Monday, April 2, 2012

LTE Vrs WiMAX

Packet One Networks in Malaysia, one of the pioneer WiMAX operators, says it intends to migrate to LTE TDD by the year-end, reports Light Reading.

According to The Star newspaper, P1 currently has more than 280,000 users, but now intends to migrate to LTE TDD once technologies are more mature.

Light Reading observes that P-1′s investor partner, SK Telecom, is also testing LTE TDD with China Mobile. China and India are big proponents of the spectrum-efficient TD-LTE approach which doesn’t require paired channels. Their testing found TD-LTE performance delivered average cell throughput (10MHz system bandwidth) of 14.6Mbps downstream (spectral efficiency: 2.69bps/Hz), while uplink average cell throughput is 6.2Mbps (spectral efficiency: 1.55bps/Hz), both meeting NGMN (Next Generation Mobile Networks) requirements.

Other WiMAX operators, including Yota in Russia plan to migrate to LTE, while broadband license-holders in India are also opting for LTE TDD deployments instead of WiMax.

NTT Docomo launched commercial LTE service in Japan last December. Docomo’s LTE service will cover Tokyo, parts of Osaka, Nagoya and a handful of other areas near these cities. It is initially limited to only major cities. The Japanese mobile operator was the world’s first to launch a 3G network, back in 2001. TeliaSonera in Sweden, was the world’s first to launch LTE, in December of 2009.

India’s top mobile firm, Bharti Airtel, No. 2 Reliance Communications, Vodafone, Tata Teleservices, and Idea Cellular spent a combined $23 billion for licenses in recent 3G and 4G spectrum auctions (auction results) in the world’s fastest-growing cellular market. Qualcomm won 2.3GHz spectrum (20 MHz) in four telecom circles of India in the recently held BWA spectrum auctions and plans to go with TD-LTE.

TD-LTE gained credence once China Mobile, the world’s largest wireless operator, said it planned to deploy TD-LTE across its network. China currently has over 720 million mobile cellular subscribers, more than twice as many as the United States.

China Mobile, the largest mobile operator in the world , is reportedly planning metro TD-LTE trials in up to six cities; Beijing, Shanghai, Guangzhou, Nanjing, Shenzhen and Xiamen. Various reports suggest the world’s largest operator has deployed 3,000 base stations and is waiting for approval by the Ministry of Industry and Information Technology (MIIT).

It looks like a wrap. No party at the WiMAX Forum is likely.

Proponents say WiMAX delivers real benefits in cost/effectiveness. It’s a greenfield solution, free from carrier control, spectrum restrictions and onerous patent overhead. My WiMAX service from Clearwire in Portland over the past year has been great. It’s not perfect, but it provides me with my sole source of broadband — both at home and mobile — for only $40/month. It’s a pretty good deal.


What to do
Every single record needs to be restated word for word.

[Opening Exercise material section]

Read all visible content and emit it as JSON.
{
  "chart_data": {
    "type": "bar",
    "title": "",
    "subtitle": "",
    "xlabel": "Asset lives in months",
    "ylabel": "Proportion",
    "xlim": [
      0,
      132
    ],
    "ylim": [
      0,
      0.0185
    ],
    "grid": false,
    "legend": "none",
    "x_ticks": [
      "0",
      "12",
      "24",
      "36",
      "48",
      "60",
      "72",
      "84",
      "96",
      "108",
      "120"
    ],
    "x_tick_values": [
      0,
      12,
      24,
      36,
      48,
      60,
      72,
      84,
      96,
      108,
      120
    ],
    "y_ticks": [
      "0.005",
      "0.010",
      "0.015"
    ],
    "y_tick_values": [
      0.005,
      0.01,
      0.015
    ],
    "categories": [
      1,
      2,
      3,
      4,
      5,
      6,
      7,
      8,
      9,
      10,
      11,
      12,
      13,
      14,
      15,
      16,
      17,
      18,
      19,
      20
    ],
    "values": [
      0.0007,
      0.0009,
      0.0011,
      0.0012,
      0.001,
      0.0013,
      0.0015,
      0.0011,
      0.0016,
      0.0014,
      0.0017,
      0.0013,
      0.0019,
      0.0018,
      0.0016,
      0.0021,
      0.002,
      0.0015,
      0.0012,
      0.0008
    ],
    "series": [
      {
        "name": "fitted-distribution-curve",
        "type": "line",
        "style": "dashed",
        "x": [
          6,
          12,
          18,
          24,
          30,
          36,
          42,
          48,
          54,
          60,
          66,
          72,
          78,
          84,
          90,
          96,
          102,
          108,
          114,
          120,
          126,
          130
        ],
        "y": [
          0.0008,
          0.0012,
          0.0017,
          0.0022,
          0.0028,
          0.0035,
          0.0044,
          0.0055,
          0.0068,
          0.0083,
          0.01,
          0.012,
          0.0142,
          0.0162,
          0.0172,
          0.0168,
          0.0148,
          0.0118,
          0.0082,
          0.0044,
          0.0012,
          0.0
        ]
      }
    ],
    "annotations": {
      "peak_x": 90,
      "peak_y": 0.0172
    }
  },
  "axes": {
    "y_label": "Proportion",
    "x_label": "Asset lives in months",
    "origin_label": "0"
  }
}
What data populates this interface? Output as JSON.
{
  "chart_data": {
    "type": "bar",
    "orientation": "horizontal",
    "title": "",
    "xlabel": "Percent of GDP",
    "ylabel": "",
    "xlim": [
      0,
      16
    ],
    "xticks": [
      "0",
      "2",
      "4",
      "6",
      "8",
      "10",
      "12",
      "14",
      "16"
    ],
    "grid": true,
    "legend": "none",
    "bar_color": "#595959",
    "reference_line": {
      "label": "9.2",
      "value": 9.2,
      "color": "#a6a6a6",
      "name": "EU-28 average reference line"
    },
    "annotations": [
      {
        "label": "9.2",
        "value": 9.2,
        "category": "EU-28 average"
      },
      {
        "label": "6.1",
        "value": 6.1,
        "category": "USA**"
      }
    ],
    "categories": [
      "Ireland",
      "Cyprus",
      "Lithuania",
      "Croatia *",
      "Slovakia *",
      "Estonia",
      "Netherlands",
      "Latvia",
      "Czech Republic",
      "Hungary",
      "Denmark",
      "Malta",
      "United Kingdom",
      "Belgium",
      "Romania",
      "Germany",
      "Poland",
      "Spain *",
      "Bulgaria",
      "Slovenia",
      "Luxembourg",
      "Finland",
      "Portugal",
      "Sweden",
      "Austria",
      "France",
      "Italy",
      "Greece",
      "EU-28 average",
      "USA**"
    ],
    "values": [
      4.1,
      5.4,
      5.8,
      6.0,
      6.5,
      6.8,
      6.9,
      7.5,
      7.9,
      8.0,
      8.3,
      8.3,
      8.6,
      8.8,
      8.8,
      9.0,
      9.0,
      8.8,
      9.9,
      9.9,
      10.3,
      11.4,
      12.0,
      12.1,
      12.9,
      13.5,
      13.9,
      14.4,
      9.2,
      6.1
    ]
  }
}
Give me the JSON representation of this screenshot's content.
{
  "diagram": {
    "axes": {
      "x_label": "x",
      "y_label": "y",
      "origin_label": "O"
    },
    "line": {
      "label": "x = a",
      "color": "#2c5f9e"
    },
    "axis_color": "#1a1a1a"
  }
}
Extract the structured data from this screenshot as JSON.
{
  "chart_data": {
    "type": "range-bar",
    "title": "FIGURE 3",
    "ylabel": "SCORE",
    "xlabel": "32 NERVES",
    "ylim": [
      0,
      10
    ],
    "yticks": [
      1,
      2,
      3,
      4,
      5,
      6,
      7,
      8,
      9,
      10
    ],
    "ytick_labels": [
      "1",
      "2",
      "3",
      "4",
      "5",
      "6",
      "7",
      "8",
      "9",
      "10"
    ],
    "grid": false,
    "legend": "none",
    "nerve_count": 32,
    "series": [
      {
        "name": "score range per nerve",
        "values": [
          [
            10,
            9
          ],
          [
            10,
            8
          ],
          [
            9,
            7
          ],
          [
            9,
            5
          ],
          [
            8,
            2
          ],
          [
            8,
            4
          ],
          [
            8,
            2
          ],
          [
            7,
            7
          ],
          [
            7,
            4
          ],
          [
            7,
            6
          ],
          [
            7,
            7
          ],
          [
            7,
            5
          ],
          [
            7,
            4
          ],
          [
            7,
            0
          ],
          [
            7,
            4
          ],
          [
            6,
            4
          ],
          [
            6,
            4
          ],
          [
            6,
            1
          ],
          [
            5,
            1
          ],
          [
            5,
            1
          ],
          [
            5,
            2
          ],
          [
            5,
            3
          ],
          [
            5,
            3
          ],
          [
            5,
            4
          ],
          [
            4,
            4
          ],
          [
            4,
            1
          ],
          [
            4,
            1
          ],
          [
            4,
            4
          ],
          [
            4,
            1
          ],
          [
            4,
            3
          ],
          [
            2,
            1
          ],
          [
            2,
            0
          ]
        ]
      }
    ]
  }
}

[Closing Exercise material section]

Expected answer
Read all visible content and emit it as JSON.
{
  "chart_data": {
    "type": "bar",
    "title": "",
    "subtitle": "",
    "xlabel": "Asset lives in months",
    "ylabel": "Proportion",
    "xlim": [
      0,
      132
    ],
    "ylim": [
      0,
      0.0185
    ],
    "grid": false,
    "legend": "none",
    "x_ticks": [
      "0",
      "12",
      "24",
      "36",
      "48",
      "60",
      "72",
      "84",
      "96",
      "108",
      "120"
    ],
    "x_tick_values": [
      0,
      12,
      24,
      36,
      48,
      60,
      72,
      84,
      96,
      108,
      120
    ],
    "y_ticks": [
      "0.005",
      "0.010",
      "0.015"
    ],
    "y_tick_values": [
      0.005,
      0.01,
      0.015
    ],
    "categories": [
      1,
      2,
      3,
      4,
      5,
      6,
      7,
      8,
      9,
      10,
      11,
      12,
      13,
      14,
      15,
      16,
      17,
      18,
      19,
      20
    ],
    "values": [
      0.0007,
      0.0009,
      0.0011,
      0.0012,
      0.001,
      0.0013,
      0.0015,
      0.0011,
      0.0016,
      0.0014,
      0.0017,
      0.0013,
      0.0019,
      0.0018,
      0.0016,
      0.0021,
      0.002,
      0.0015,
      0.0012,
      0.0008
    ],
    "series": [
      {
        "name": "fitted-distribution-curve",
        "type": "line",
        "style": "dashed",
        "x": [
          6,
          12,
          18,
          24,
          30,
          36,
          42,
          48,
          54,
          60,
          66,
          72,
          78,
          84,
          90,
          96,
          102,
          108,
          114,
          120,
          126,
          130
        ],
        "y": [
          0.0008,
          0.0012,
          0.0017,
          0.0022,
          0.0028,
          0.0035,
          0.0044,
          0.0055,
          0.0068,
          0.0083,
          0.01,
          0.012,
          0.0142,
          0.0162,
          0.0172,
          0.0168,
          0.0148,
          0.0118,
          0.0082,
          0.0044,
          0.0012,
          0.0
        ]
      }
    ],
    "annotations": {
      "peak_x": 90,
      "peak_y": 0.0172
    }
  },
  "axes": {
    "y_label": "Proportion",
    "x_label": "Asset lives in months",
    "origin_label": "0"
  }
}
What data populates this interface? Output as JSON.
{
  "chart_data": {
    "type": "bar",
    "orientation": "horizontal",
    "title": "",
    "xlabel": "Percent of GDP",
    "ylabel": "",
    "xlim": [
      0,
      16
    ],
    "xticks": [
      "0",
      "2",
      "4",
      "6",
      "8",
      "10",
      "12",
      "14",
      "16"
    ],
    "grid": true,
    "legend": "none",
    "bar_color": "#595959",
    "reference_line": {
      "label": "9.2",
      "value": 9.2,
      "color": "#a6a6a6",
      "name": "EU-28 average reference line"
    },
    "annotations": [
      {
        "label": "9.2",
        "value": 9.2,
        "category": "EU-28 average"
      },
      {
        "label": "6.1",
        "value": 6.1,
        "category": "USA**"
      }
    ],
    "categories": [
      "Ireland",
      "Cyprus",
      "Lithuania",
      "Croatia *",
      "Slovakia *",
      "Estonia",
      "Netherlands",
      "Latvia",
      "Czech Republic",
      "Hungary",
      "Denmark",
      "Malta",
      "United Kingdom",
      "Belgium",
      "Romania",
      "Germany",
      "Poland",
      "Spain *",
      "Bulgaria",
      "Slovenia",
      "Luxembourg",
      "Finland",
      "Portugal",
      "Sweden",
      "Austria",
      "France",
      "Italy",
      "Greece",
      "EU-28 average",
      "USA**"
    ],
    "values": [
      4.1,
      5.4,
      5.8,
      6.0,
      6.5,
      6.8,
      6.9,
      7.5,
      7.9,
      8.0,
      8.3,
      8.3,
      8.6,
      8.8,
      8.8,
      9.0,
      9.0,
      8.8,
      9.9,
      9.9,
      10.3,
      11.4,
      12.0,
      12.1,
      12.9,
      13.5,
      13.9,
      14.4,
      9.2,
      6.1
    ]
  }
}
Give me the JSON representation of this screenshot's content.
{
  "diagram": {
    "axes": {
      "x_label": "x",
      "y_label": "y",
      "origin_label": "O"
    },
    "line": {
      "label": "x = a",
      "color": "#2c5f9e"
    },
    "axis_color": "#1a1a1a"
  }
}
Extract the structured data from this screenshot as JSON.
{
  "chart_data": {
    "type": "range-bar",
    "title": "FIGURE 3",
    "ylabel": "SCORE",
    "xlabel": "32 NERVES",
    "ylim": [
      0,
      10
    ],
    "yticks": [
      1,
      2,
      3,
      4,
      5,
      6,
      7,
      8,
      9,
      10
    ],
    "ytick_labels": [
      "1",
      "2",
      "3",
      "4",
      "5",
      "6",
      "7",
      "8",
      "9",
      "10"
    ],
    "grid": false,
    "legend": "none",
    "nerve_count": 32,
    "series": [
      {
        "name": "score range per nerve",
        "values": [
          [
            10,
            9
          ],
          [
            10,
            8
          ],
          [
            9,
            7
          ],
          [
            9,
            5
          ],
          [
            8,
            2
          ],
          [
            8,
            4
          ],
          [
            8,
            2
          ],
          [
            7,
            7
          ],
          [
            7,
            4
          ],
          [
            7,
            6
          ],
          [
            7,
            7
          ],
          [
            7,
            5
          ],
          [
            7,
            4
          ],
          [
            7,
            0
          ],
          [
            7,
            4
          ],
          [
            6,
            4
          ],
          [
            6,
            4
          ],
          [
            6,
            1
          ],
          [
            5,
            1
          ],
          [
            5,
            1
          ],
          [
            5,
            2
          ],
          [
            5,
            3
          ],
          [
            5,
            3
          ],
          [
            5,
            4
          ],
          [
            4,
            4
          ],
          [
            4,
            1
          ],
          [
            4,
            1
          ],
          [
            4,
            4
          ],
          [
            4,
            1
          ],
          [
            4,
            3
          ],
          [
            2,
            1
          ],
          [
            2,
            0
          ]
        ]
      }
    ]
  }
}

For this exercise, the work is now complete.